AI agents use update_quickapp_file to create or update resources in HC3 MCP Server — usually the action step of a workflow, after the agent has gathered context. Every call changes real data in your HC3 MCP Server environment.
This tool modifies existing QuickApp source code reversibly. While it doesn't delete data (thus not Destructive), updating application code in a smart home system poses significant risk: malicious QuickApp modifications could alter device behavior, disable security features, or create backdoors.
From the tool's definition Tool name 'update_quickapp_file' and description 'Update an existing QuickApp source file' indicate modification of existing data (QuickApp code). The term 'update' is characteristic of Write operations.
Attacks that exploit this kind of access
Update an existing QuickApp source file. It is categorised as a Write tool in the HC3 MCP Server MCP Server, which means it can create or modify data. Consider rate limits to prevent runaway writes.

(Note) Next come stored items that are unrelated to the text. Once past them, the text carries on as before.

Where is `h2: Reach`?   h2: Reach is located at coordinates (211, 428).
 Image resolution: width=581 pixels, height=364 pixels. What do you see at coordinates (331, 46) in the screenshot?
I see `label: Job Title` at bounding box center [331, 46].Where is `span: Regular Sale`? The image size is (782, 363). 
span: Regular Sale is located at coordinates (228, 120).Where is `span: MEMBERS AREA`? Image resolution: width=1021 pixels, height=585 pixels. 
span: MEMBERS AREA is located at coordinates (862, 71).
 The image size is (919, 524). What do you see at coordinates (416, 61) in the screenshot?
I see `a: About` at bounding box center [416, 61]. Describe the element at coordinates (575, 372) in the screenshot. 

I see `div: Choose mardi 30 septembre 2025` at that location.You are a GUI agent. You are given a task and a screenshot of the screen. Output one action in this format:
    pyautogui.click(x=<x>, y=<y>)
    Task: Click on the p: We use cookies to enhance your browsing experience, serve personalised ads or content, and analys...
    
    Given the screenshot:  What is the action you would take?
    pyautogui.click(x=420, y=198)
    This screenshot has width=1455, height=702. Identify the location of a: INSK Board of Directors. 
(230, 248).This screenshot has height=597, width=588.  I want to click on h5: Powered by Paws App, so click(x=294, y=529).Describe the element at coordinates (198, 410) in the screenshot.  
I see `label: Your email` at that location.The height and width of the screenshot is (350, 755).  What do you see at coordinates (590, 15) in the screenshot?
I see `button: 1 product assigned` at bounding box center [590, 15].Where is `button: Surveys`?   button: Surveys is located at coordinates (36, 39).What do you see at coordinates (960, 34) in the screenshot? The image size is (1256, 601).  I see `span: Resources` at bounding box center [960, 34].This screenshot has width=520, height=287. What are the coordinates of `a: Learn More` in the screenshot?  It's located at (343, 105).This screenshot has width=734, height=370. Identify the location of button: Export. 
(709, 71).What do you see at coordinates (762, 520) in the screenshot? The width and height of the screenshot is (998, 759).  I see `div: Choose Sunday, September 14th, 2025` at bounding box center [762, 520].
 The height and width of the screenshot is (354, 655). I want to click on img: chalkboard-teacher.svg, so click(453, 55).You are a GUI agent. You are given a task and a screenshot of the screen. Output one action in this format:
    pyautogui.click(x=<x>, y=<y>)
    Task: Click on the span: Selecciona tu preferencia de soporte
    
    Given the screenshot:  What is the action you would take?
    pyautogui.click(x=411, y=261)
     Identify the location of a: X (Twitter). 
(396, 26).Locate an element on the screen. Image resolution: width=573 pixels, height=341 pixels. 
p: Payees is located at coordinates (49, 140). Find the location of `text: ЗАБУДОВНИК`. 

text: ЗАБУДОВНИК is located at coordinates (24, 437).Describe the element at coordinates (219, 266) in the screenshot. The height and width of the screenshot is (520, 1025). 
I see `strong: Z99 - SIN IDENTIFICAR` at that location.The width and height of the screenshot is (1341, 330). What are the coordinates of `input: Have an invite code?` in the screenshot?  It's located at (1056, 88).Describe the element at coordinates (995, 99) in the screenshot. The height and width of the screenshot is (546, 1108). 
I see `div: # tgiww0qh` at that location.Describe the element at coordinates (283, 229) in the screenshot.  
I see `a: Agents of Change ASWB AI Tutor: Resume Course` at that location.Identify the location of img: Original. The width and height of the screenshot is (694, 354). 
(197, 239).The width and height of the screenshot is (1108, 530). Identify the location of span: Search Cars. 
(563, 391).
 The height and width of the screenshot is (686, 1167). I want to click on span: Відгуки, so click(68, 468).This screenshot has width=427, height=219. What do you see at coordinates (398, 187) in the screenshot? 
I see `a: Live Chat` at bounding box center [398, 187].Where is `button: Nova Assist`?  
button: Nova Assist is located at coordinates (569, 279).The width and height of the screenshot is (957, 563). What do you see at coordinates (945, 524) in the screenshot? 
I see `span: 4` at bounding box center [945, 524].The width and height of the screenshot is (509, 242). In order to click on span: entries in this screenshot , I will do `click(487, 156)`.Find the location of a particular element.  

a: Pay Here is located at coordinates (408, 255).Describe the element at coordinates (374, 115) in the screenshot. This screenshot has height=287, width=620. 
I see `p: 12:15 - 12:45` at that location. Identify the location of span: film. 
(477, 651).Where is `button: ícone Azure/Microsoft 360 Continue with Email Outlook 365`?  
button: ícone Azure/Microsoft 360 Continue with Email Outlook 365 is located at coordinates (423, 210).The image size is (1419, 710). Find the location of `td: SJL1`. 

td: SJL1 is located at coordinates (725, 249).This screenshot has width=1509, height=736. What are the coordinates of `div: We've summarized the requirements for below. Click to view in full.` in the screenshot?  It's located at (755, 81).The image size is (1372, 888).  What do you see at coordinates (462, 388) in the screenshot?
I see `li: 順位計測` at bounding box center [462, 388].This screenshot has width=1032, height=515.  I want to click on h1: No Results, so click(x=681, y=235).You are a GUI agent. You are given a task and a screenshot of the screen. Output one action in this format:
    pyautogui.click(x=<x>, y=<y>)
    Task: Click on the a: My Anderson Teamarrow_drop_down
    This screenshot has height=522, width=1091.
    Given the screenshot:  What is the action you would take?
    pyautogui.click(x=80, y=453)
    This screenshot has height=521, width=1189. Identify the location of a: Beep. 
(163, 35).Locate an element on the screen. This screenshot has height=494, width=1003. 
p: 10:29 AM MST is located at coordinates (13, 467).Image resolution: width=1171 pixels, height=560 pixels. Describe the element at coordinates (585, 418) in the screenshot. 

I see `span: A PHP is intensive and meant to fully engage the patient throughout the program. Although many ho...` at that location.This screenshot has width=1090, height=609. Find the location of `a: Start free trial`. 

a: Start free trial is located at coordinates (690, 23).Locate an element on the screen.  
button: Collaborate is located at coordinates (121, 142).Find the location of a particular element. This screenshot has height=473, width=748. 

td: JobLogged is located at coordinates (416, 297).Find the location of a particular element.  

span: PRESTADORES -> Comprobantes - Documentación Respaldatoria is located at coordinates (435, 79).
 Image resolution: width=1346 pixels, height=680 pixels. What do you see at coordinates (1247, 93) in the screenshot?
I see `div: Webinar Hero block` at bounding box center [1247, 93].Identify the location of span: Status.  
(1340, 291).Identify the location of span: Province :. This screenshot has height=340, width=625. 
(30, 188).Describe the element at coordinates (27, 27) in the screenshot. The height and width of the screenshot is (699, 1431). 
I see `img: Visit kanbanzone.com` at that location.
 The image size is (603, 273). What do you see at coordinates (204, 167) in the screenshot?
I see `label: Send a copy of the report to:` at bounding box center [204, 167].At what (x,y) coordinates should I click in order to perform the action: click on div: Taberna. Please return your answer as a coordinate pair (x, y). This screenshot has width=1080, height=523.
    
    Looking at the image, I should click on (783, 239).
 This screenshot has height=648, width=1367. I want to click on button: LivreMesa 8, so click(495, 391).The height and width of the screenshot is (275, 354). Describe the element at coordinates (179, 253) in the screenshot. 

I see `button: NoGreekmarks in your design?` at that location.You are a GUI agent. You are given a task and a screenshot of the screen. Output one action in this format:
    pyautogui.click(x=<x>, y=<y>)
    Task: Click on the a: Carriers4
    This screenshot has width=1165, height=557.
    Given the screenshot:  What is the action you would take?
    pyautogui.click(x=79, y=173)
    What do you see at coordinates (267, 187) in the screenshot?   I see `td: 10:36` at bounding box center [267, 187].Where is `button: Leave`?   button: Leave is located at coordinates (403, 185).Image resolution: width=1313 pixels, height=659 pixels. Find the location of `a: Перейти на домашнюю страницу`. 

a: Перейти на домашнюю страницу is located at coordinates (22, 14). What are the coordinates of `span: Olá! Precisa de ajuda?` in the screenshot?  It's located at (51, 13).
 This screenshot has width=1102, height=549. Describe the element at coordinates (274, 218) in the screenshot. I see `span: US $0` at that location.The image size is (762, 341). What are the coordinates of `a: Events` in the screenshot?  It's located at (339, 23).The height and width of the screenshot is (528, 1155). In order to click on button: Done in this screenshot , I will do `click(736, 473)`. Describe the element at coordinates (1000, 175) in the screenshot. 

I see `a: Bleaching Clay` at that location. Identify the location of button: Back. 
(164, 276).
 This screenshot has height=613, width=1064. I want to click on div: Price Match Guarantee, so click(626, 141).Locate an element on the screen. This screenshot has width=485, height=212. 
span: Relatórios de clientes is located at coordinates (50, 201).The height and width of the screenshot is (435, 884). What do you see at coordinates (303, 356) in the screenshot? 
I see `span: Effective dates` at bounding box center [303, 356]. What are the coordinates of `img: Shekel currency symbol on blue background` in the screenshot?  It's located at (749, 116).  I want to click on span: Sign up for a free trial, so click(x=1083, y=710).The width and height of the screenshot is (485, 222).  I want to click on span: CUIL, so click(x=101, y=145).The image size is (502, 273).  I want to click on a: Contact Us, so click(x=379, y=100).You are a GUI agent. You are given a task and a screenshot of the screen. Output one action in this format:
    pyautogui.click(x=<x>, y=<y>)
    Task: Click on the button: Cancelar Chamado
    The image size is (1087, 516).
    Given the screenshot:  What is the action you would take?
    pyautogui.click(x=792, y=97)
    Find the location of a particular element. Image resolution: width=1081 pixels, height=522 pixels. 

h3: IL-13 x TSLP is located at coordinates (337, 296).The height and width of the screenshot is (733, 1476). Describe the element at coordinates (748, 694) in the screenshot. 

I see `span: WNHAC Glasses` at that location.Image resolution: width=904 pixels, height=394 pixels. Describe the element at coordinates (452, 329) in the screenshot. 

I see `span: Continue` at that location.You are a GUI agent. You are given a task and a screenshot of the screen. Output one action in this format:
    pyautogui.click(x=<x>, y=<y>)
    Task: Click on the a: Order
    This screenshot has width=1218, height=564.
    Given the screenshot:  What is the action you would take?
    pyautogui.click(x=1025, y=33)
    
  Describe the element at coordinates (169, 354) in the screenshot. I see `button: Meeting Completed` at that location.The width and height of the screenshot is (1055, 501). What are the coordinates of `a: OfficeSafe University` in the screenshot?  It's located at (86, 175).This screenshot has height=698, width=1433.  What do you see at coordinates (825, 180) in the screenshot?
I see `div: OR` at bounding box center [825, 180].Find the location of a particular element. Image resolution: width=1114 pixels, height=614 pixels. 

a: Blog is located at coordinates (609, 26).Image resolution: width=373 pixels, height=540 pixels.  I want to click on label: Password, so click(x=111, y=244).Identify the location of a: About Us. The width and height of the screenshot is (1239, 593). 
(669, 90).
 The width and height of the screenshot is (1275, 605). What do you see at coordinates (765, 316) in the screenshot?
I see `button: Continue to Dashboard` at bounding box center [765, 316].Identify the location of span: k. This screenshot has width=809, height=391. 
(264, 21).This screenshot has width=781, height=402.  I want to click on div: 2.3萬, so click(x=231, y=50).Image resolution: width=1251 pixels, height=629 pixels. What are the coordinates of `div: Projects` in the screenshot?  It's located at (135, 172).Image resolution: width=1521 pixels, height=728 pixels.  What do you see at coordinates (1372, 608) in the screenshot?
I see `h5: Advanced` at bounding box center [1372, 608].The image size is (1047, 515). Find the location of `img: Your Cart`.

Register the HC3 MCP Server MCP server in PolicyLayer and add a rule for update_quickapp_file: allow, deny, rate-limit, or require approval. Point your MCP client at the PolicyLayer proxy URL and the rule is enforced on every call, before it reaches HC3 MCP Server. Nothing to install.
update_quickapp_file is a Write tool with medium risk. Write tools should be rate-limited to prevent accidental bulk modifications.
Yes. Add a rate_limit block to the update_quickapp_file rule in your PolicyLayer policy. For example, setting max: 10 and window: 60 limits the tool to 10 calls per minute. Rate limits are tracked per agent session and reset automatically.
Set action: deny in the PolicyLayer policy for update_quickapp_file. The AI agent will receive a policy violation error and cannot call the tool. You can also include a reason field to explain why the tool is blocked.
update_quickapp_file is provided by the HC3 MCP Server MCP server (jangabrielsson/hc3_mcp). PolicyLayer sits as a proxy in front of this server to enforce policies before tool calls reach the server.
Every MCP server has a record like this.
Type a name, get the same breakdown: verified identity, auth posture, risk grade, capabilities, recommended policy.